Either that, or my coffee this morning wasn't entirely regular. Anyway, the custom case stands in Zotac's booth at Computex 2025, drawing in unwary tech journalists like moths to a flame. There I was looking at some perfectly respectable graphics cards, and then boom, my third eye was irreparably squeegee-d. I can now taste colours, and my playlist is full of The Grateful Dead.



Dragging myself back to reality for a second, most of the internals of this particular build are hidden in the bottom of that mirrored, seemingly-ever-repeating frame, and they're pretty beefy. A Zotac Gaming RTX 5080 AMP Extreme Infinity takes center stage (or should that be, infinite stages), while an Intel Core Ultra 7 265K handles the processing duties.
Article continues below64 GB of DDR5-6000 and 4 TB of Corsair MP600 Elite Gen 4 NVMe storage rounds out the package. Oh, and it's water-cooled, which shouldn't be surprising and yet somehow is.
Surely this PC should cool itself by transferring its heat into the great beyond? I half expect it to have disappeared when I return to the halls tomorrow, a small black hole left standing in its place.
"What happened to the custom fractal PC case?", I shall ask. "Nobody knows", I expect will be the reply.
"We never brought it with us in the first place."
Keep up to date with the most important stories and the best deals, as picked by the PC Gamer team.
Catch up with Computex 2025: We're stalking the halls of Taiwan's biggest tech show once again to see what Nvidia, AMD, Intel, Asus, Gigabyte, MSI and more have to offer.

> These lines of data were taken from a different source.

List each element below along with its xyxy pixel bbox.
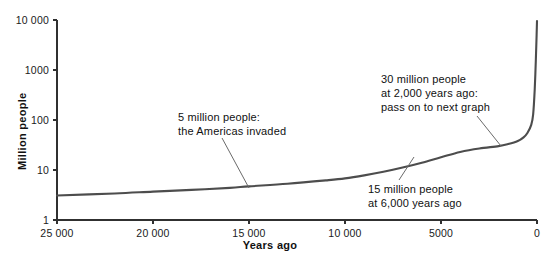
y-axis-tick-label: 10 000 xyxy=(0,14,49,26)
annotation-six-thousand-years: 15 million peopleat 6,000 years ago xyxy=(368,182,462,210)
leader-line-americas-invaded xyxy=(222,138,249,188)
x-axis-tick-label: 10 000 xyxy=(328,227,361,239)
annotation-line: at 2,000 years ago: xyxy=(381,86,490,100)
annotation-line: pass on to next graph xyxy=(381,100,490,114)
x-axis-ticks xyxy=(57,220,537,224)
axes-group xyxy=(57,20,537,220)
population-line-chart: 110100100010 000 25 00020 00015 00010 00… xyxy=(0,0,550,258)
annotation-two-thousand-years: 30 million peopleat 2,000 years ago:pass… xyxy=(381,72,490,114)
x-axis-tick-label: 0 xyxy=(534,227,540,239)
leader-line-two-thousand-years xyxy=(477,116,501,146)
y-axis-tick-label: 1000 xyxy=(0,64,49,76)
x-axis-tick-label: 25 000 xyxy=(40,227,73,239)
y-axis-title: Million people xyxy=(16,92,28,170)
x-axis-tick-label: 5000 xyxy=(429,227,453,239)
annotation-line: 5 million people: xyxy=(178,110,286,124)
annotation-line: 15 million people xyxy=(368,182,462,196)
annotation-line: 30 million people xyxy=(381,72,490,86)
x-axis-tick-label: 20 000 xyxy=(136,227,169,239)
annotation-americas-invaded: 5 million people:the Americas invaded xyxy=(178,110,286,138)
x-axis-tick-label: 15 000 xyxy=(232,227,265,239)
x-axis-title: Years ago xyxy=(243,239,298,251)
annotation-line: at 6,000 years ago xyxy=(368,196,462,210)
annotation-line: the Americas invaded xyxy=(178,124,286,138)
y-axis-tick-label: 1 xyxy=(0,214,49,226)
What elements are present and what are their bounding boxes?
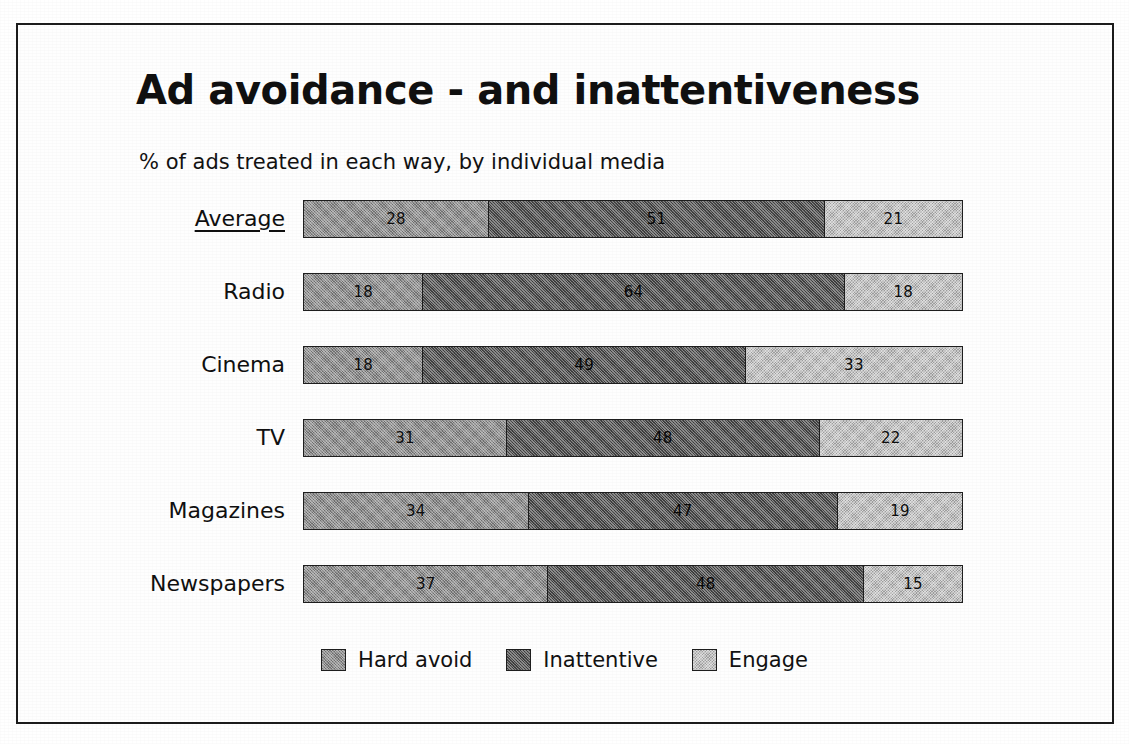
dither-texture bbox=[322, 650, 345, 670]
bar-value-hard-avoid: 31 bbox=[395, 429, 415, 447]
bar-segment-hard-avoid[interactable]: 31 bbox=[304, 420, 506, 456]
bar-segment-engage[interactable]: 22 bbox=[819, 420, 962, 456]
bar-value-engage: 15 bbox=[903, 575, 923, 593]
bar-value-hard-avoid: 34 bbox=[406, 502, 426, 520]
legend-swatch-hard-avoid bbox=[321, 649, 346, 671]
bar-row-newspapers: Newspapers 37 48 15 bbox=[0, 551, 1129, 624]
bar-segment-hard-avoid[interactable]: 37 bbox=[304, 566, 547, 602]
dither-texture bbox=[693, 650, 716, 670]
bar-value-inattentive: 49 bbox=[574, 356, 594, 374]
bar-segment-inattentive[interactable]: 47 bbox=[528, 493, 837, 529]
bar-segment-hard-avoid[interactable]: 18 bbox=[304, 274, 422, 310]
bar-value-inattentive: 47 bbox=[673, 502, 693, 520]
bar-row-tv: TV 31 48 22 bbox=[0, 405, 1129, 478]
legend-swatch-engage bbox=[692, 649, 717, 671]
bar-row-magazines: Magazines 34 47 19 bbox=[0, 478, 1129, 551]
stacked-bar-magazines: 34 47 19 bbox=[303, 492, 963, 530]
bar-segment-inattentive[interactable]: 48 bbox=[547, 566, 863, 602]
bar-value-hard-avoid: 18 bbox=[353, 283, 373, 301]
bar-value-inattentive: 64 bbox=[624, 283, 644, 301]
row-label-average: Average bbox=[0, 206, 285, 231]
bar-value-engage: 22 bbox=[881, 429, 901, 447]
chart-legend: Hard avoid Inattentive Engage bbox=[0, 648, 1129, 672]
legend-label-hard-avoid: Hard avoid bbox=[358, 648, 472, 672]
legend-item-hard-avoid[interactable]: Hard avoid bbox=[321, 648, 472, 672]
chart-title: Ad avoidance - and inattentiveness bbox=[136, 67, 920, 113]
bar-segment-engage[interactable]: 15 bbox=[863, 566, 962, 602]
bar-row-average: Average 28 51 21 bbox=[0, 186, 1129, 259]
bar-segment-inattentive[interactable]: 64 bbox=[422, 274, 843, 310]
bar-value-inattentive: 51 bbox=[647, 210, 667, 228]
stacked-bar-tv: 31 48 22 bbox=[303, 419, 963, 457]
row-label-tv: TV bbox=[0, 425, 285, 450]
bar-row-cinema: Cinema 18 49 33 bbox=[0, 332, 1129, 405]
bar-segment-inattentive[interactable]: 48 bbox=[506, 420, 819, 456]
bar-value-engage: 21 bbox=[884, 210, 904, 228]
bar-value-engage: 19 bbox=[890, 502, 910, 520]
bar-value-hard-avoid: 37 bbox=[416, 575, 436, 593]
bar-value-engage: 33 bbox=[844, 356, 864, 374]
stacked-bar-cinema: 18 49 33 bbox=[303, 346, 963, 384]
bar-segment-engage[interactable]: 19 bbox=[837, 493, 962, 529]
legend-item-engage[interactable]: Engage bbox=[692, 648, 808, 672]
legend-label-engage: Engage bbox=[729, 648, 808, 672]
bar-chart-plot-area: Average 28 51 21 Radio 18 bbox=[0, 186, 1129, 624]
legend-label-inattentive: Inattentive bbox=[543, 648, 658, 672]
bar-value-hard-avoid: 18 bbox=[353, 356, 373, 374]
row-label-cinema: Cinema bbox=[0, 352, 285, 377]
row-label-radio: Radio bbox=[0, 279, 285, 304]
bar-segment-inattentive[interactable]: 51 bbox=[488, 201, 824, 237]
bar-segment-engage[interactable]: 21 bbox=[824, 201, 962, 237]
stacked-bar-average: 28 51 21 bbox=[303, 200, 963, 238]
bar-segment-hard-avoid[interactable]: 18 bbox=[304, 347, 422, 383]
bar-segment-hard-avoid[interactable]: 34 bbox=[304, 493, 528, 529]
stacked-bar-newspapers: 37 48 15 bbox=[303, 565, 963, 603]
bar-segment-inattentive[interactable]: 49 bbox=[422, 347, 744, 383]
bar-segment-engage[interactable]: 33 bbox=[745, 347, 962, 383]
bar-segment-hard-avoid[interactable]: 28 bbox=[304, 201, 488, 237]
bar-value-inattentive: 48 bbox=[696, 575, 716, 593]
bar-row-radio: Radio 18 64 18 bbox=[0, 259, 1129, 332]
legend-item-inattentive[interactable]: Inattentive bbox=[506, 648, 658, 672]
dither-texture bbox=[507, 650, 530, 670]
bar-value-inattentive: 48 bbox=[653, 429, 673, 447]
row-label-magazines: Magazines bbox=[0, 498, 285, 523]
bar-segment-engage[interactable]: 18 bbox=[844, 274, 962, 310]
bar-value-engage: 18 bbox=[893, 283, 913, 301]
legend-swatch-inattentive bbox=[506, 649, 531, 671]
row-label-newspapers: Newspapers bbox=[0, 571, 285, 596]
chart-subtitle: % of ads treated in each way, by individ… bbox=[139, 150, 665, 174]
bar-value-hard-avoid: 28 bbox=[386, 210, 406, 228]
stacked-bar-radio: 18 64 18 bbox=[303, 273, 963, 311]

Andy built his first gaming PC at the tender age of 12, when IDE cables were a thing and high resolution wasn't. 26 years later (yes he's getting old), he now spends his time travelling around the world attending hardware launches and trade shows, all the while writing about and reviewing graphics cards, CPUs, keyboards, mice, gaming headsets and much, much more. You name it, if it's PC gaming hardware he'll write words about it, with opinions and everything.